DNA tests are used for a variety of purposes. By comparing their DNA, they can determine if someone was involved in a crime, and a paternity testing clinic can determine if a child is genuinely their son or daughter. Tracing back genetic lineage is a growing trend in DNA testing, or one man may have discovered he has the oldest DNA in America.
According to one genetic business, a new client has acquired the title of having the oldest traceable DNA in the Americas. According to a Great Falls Tribune article, Alvin ‘Willy’ Crawford’s DNA has been traced back 55 generations with startling 99 percent accuracy, making his lineage the longest ever tracked by ancestry testing business CRI Genetics.
According to the report, Crawford’s DNA has been traced back 17,000 years thanks to the genetic tests.
Crawford’s lineage is so long and accurate that the business told Crawford’s family it was “like finding Big Foot.”
According to the story, Crawford died of a heart attack just before CRI’s genetic testing was completed, although he was told that his ancestors had moved across the Bering Land Bridge during an Ice Age.
On the other hand, Crawford belonged to the mtDNA Haplogroup B2 — a genetic subgroup — which is highly frequent in southern America, according to his DNA.
Crawford’s ancestors most likely journeyed from Asia to South America before heading north, according to CRI.
According to the report, Crawford’s DNA was 83 percent native American, with 73 percent coming from only one tribe, the Blackfeet Nation.
As the technology to sequence and interpret genomes has progressively increased, our understanding of how species, including humans, have evolved.
The first fully sequenced genome of early humans was discovered by chance in 2010.
After studying a 4,000-year-old hairball found frozen in Greenland soil, scientists were able to map the entire genome of an early ancient human – the piece of genetic history pales compared to other ancient human DNA that has been dated as far back as 430,000 years.
Similarly, researchers found last year that people likely migrated across the Bering Strait land bridge into Alaska in one swoop rather than in waves, as previously assumed, after analyzing the DNA of a six-week-old Native American newborn who died 11,500 years ago.
The implications of DNA testing have had more personal rippling effects for individuals in Native American groups such as the one to which Crawford and his family belong.
People’s participation in tribes is now being tested via genetic testing, which has sparked controversy. If tests show that they have less than a particular percentage of a tribe’s DNA, they may not be let in.
Native American ancestry debates have even reached the national stage, evidenced by a public disagreement between presidential candidate Elizabeth Warren and President Donald Trump over Warren’s supposed Native American lineage.
She used DNA testing to back up her allegation.
Before publication, a representative from CRI Genetics had not responded to a request for comment.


What you should do:
Below are some records; output all of them exactly.

--- Dataset records Enclosed Below ---

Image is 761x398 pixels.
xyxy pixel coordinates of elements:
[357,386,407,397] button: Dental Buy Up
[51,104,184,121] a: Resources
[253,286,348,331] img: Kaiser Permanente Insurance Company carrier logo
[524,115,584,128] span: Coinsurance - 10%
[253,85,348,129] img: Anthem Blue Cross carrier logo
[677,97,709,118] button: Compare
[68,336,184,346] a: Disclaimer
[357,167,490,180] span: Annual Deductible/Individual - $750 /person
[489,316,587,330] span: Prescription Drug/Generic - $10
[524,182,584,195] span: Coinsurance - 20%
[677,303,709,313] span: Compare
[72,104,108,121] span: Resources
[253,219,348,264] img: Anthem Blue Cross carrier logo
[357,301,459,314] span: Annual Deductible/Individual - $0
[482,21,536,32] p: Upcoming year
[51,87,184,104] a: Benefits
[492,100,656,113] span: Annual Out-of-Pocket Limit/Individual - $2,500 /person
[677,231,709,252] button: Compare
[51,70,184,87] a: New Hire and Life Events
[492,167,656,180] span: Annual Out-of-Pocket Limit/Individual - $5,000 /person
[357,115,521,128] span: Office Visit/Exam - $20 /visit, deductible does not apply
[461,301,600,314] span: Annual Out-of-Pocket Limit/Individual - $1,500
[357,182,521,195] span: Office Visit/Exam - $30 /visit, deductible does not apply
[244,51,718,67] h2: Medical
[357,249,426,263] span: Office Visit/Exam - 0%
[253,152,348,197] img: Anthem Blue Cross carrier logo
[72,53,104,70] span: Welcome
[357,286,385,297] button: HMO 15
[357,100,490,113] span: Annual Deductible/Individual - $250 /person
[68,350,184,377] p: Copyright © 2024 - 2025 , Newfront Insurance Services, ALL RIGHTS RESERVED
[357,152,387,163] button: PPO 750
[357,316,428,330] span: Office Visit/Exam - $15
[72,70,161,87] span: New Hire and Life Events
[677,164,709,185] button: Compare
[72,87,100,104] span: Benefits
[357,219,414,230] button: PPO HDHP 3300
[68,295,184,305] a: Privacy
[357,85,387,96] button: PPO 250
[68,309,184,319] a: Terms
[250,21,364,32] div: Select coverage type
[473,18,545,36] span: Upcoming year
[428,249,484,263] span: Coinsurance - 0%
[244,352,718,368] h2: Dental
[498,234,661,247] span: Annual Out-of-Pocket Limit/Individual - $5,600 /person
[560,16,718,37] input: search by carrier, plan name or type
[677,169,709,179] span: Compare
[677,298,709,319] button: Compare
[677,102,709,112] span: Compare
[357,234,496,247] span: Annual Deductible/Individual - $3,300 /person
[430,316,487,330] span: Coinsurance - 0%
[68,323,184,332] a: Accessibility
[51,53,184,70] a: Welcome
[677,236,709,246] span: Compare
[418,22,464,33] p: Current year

--- End of Enclosed Dataset records ---

Output for this exercise:
Image is 761x398 pixels.
xyxy pixel coordinates of elements:
[357,386,407,397] button: Dental Buy Up
[51,104,184,121] a: Resources
[253,286,348,331] img: Kaiser Permanente Insurance Company carrier logo
[524,115,584,128] span: Coinsurance - 10%
[253,85,348,129] img: Anthem Blue Cross carrier logo
[677,97,709,118] button: Compare
[68,336,184,346] a: Disclaimer
[357,167,490,180] span: Annual Deductible/Individual - $750 /person
[489,316,587,330] span: Prescription Drug/Generic - $10
[524,182,584,195] span: Coinsurance - 20%
[677,303,709,313] span: Compare
[72,104,108,121] span: Resources
[253,219,348,264] img: Anthem Blue Cross carrier logo
[357,301,459,314] span: Annual Deductible/Individual - $0
[482,21,536,32] p: Upcoming year
[51,87,184,104] a: Benefits
[492,100,656,113] span: Annual Out-of-Pocket Limit/Individual - $2,500 /person
[677,231,709,252] button: Compare
[51,70,184,87] a: New Hire and Life Events
[492,167,656,180] span: Annual Out-of-Pocket Limit/Individual - $5,000 /person
[357,115,521,128] span: Office Visit/Exam - $20 /visit, deductible does not apply
[461,301,600,314] span: Annual Out-of-Pocket Limit/Individual - $1,500
[357,182,521,195] span: Office Visit/Exam - $30 /visit, deductible does not apply
[244,51,718,67] h2: Medical
[357,249,426,263] span: Office Visit/Exam - 0%
[253,152,348,197] img: Anthem Blue Cross carrier logo
[72,53,104,70] span: Welcome
[357,286,385,297] button: HMO 15
[357,100,490,113] span: Annual Deductible/Individual - $250 /person
[68,350,184,377] p: Copyright © 2024 - 2025 , Newfront Insurance Services, ALL RIGHTS RESERVED
[357,152,387,163] button: PPO 750
[357,316,428,330] span: Office Visit/Exam - $15
[72,70,161,87] span: New Hire and Life Events
[677,164,709,185] button: Compare
[72,87,100,104] span: Benefits
[357,219,414,230] button: PPO HDHP 3300
[68,295,184,305] a: Privacy
[357,85,387,96] button: PPO 250
[68,309,184,319] a: Terms
[250,21,364,32] div: Select coverage type
[473,18,545,36] span: Upcoming year
[428,249,484,263] span: Coinsurance - 0%
[244,352,718,368] h2: Dental
[498,234,661,247] span: Annual Out-of-Pocket Limit/Individual - $5,600 /person
[560,16,718,37] input: search by carrier, plan name or type
[677,169,709,179] span: Compare
[677,298,709,319] button: Compare
[677,102,709,112] span: Compare
[357,234,496,247] span: Annual Deductible/Individual - $3,300 /person
[430,316,487,330] span: Coinsurance - 0%
[68,323,184,332] a: Accessibility
[51,53,184,70] a: Welcome
[677,236,709,246] span: Compare
[418,22,464,33] p: Current year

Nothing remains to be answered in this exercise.